Perhaps as a showgirl who had managed to avoid mobsters as well as her least favorite type of man - a drunk - she had seen a lot and learned a lot about herself in Vegas.  She never expected that other women would not be attracted to Frank.  Unsaid, I felt reading this that she had the confidence to think of herself, once married, as number one, but also that she was savvy to not mention faithfulness or bring other women up to Frank.  Implied is that maybe he had them.

Part 4, chapter 7, Barbara says she knew that divorce from Zeppo would mean having to move out of their house and nowhere to go, except back to the house she had bought for her parents in Palm Springs.  Then, in a generous move that made Barbara feel that Sinatra indeed wanted her and loved her, Frank bought the house that another Marx' brother's ex wife was selling.  He bought it, put her name on the deed and presented the deed to her.  Now that's being taken care of! (I know some of you reading this are saying "Where do I sign up?")

She held Sinatra at arm's length still, however simply romantic he was.  When she married Frank years later, on the day of the wedding, she was presented a prenup that he had not mentioned, by his attorneys, and she signed it.  Barbara had more of a "what the hell attitude" about this prenup, even though it had been sprung on her, and she airs no resentment, going on about how generous Frank Sinatra was, not just to her but to his friends as well as to strangers.

Another reason that Frank won over Zeppo was his attitude towards her son.  Zeppo had not been a good step father to him but now Frank was interested in him, giving him a hug.

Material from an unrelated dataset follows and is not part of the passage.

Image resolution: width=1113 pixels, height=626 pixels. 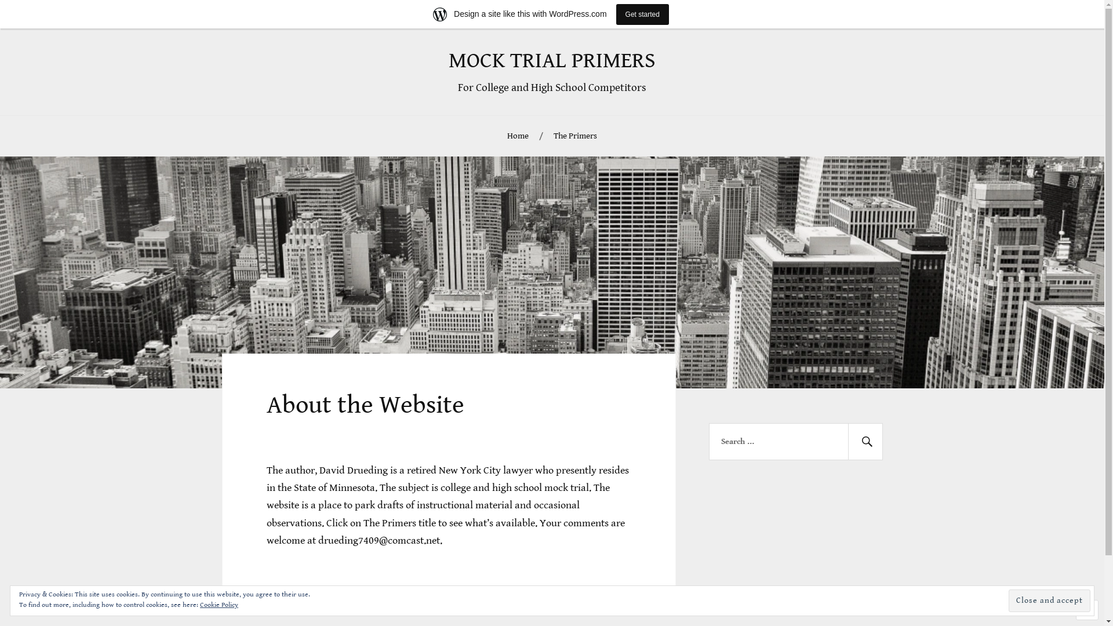 What do you see at coordinates (796, 442) in the screenshot?
I see `Search for:` at bounding box center [796, 442].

Back in Palm Springs, the not yet divorced Barbara and Frank stepped into the public eye on the New Years Eve after Monaco.  Still, this wise woman knew she must have competition. In part 3 chapter 6 she tells the tale of Ava Gabor in Palm Springs, a four times divorced woman "in the Pamela Harriman mode" who had been dating Frank.  Another woman went to a therapist to talk about Frank, wanting to marry him and the therapist told her there were three other women he had as clients who also hoped or believed that Frank would marry them!  Times had changed since 1958 when Barbara had became Zeppo's mistress and then wife.  It was now 1972.  Lots of people were no longer interested in marriage as a way of life.  Frank had been divorced a few times as well.  He didn't need to marry anyone to get his needs met.

As a companion to a man who was world famous and in demand, Barbara waited, not pushing him to marry her until several years had passed.  She was extremely careful that it be his idea.  When he gave her gems to be set in to the settings she preferred she chose an engagement-like ring, but then she had the ring delivered to him so that he could give it to her.  At a dinner when he handed her the completed ring back, she still let him pick which finger he would put it on - whatever finger he wanted she said.  He slid it on the engagement finger. Only after that did she consider Frank's marriage proposal to be real.

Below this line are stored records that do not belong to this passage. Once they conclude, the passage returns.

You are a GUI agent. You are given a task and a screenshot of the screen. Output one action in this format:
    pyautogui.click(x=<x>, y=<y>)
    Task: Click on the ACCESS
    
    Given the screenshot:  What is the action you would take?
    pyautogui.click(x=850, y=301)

Barbara had been raised Protestant and had been Jewish for Zeppo.  Now as a true companion to her man, she converted to Catholicism.  She also became an honorary Italian.

Barbara still avoided drunks - even if it was Frank who had that evening gone over his limits to become one.

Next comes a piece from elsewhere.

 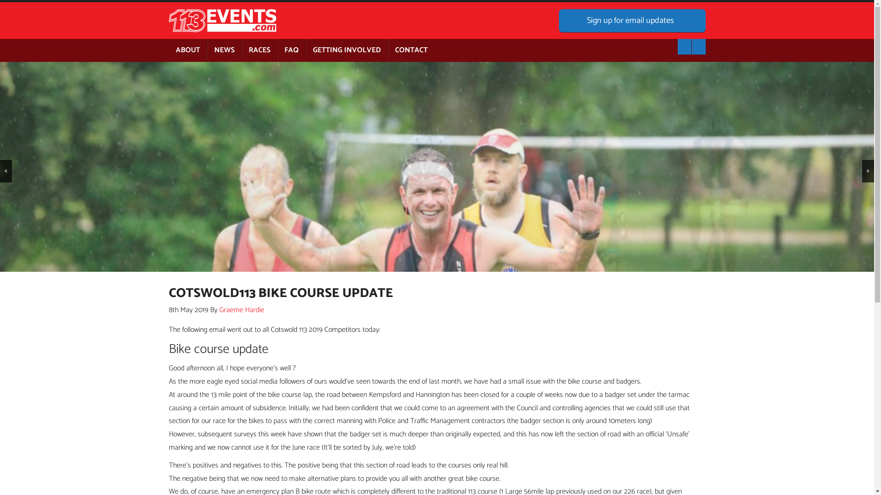 What do you see at coordinates (411, 50) in the screenshot?
I see `CONTACT` at bounding box center [411, 50].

She knew what she wanted.  She knew what she had.  She knew Frank was notoriously difficult and demanding and needed lots of people around most of the time.  Often other people depended on her to handle him smoothly. She knew how to amuse and calm him and lead the way.  She dealt with his moods, his depressions, his anger.  Her benefits as a mistress and then a wife included world travel, a life of leisure,  meeting and befriending some of the worlds wealthiest, most influential people, and being able to use their wealth to build an advocacy for molested and abused children through fundraising events.   Younger than Frank, Barbara continued on with philanthropic activities even as he aged enough to want to stay home, stay in bed, be alone, and continued on after his death.

So many people who are in dead marriages remain faithful in them until they meet someone who makes them feel happiness again.  Affairs are sometimes used to spring the trap.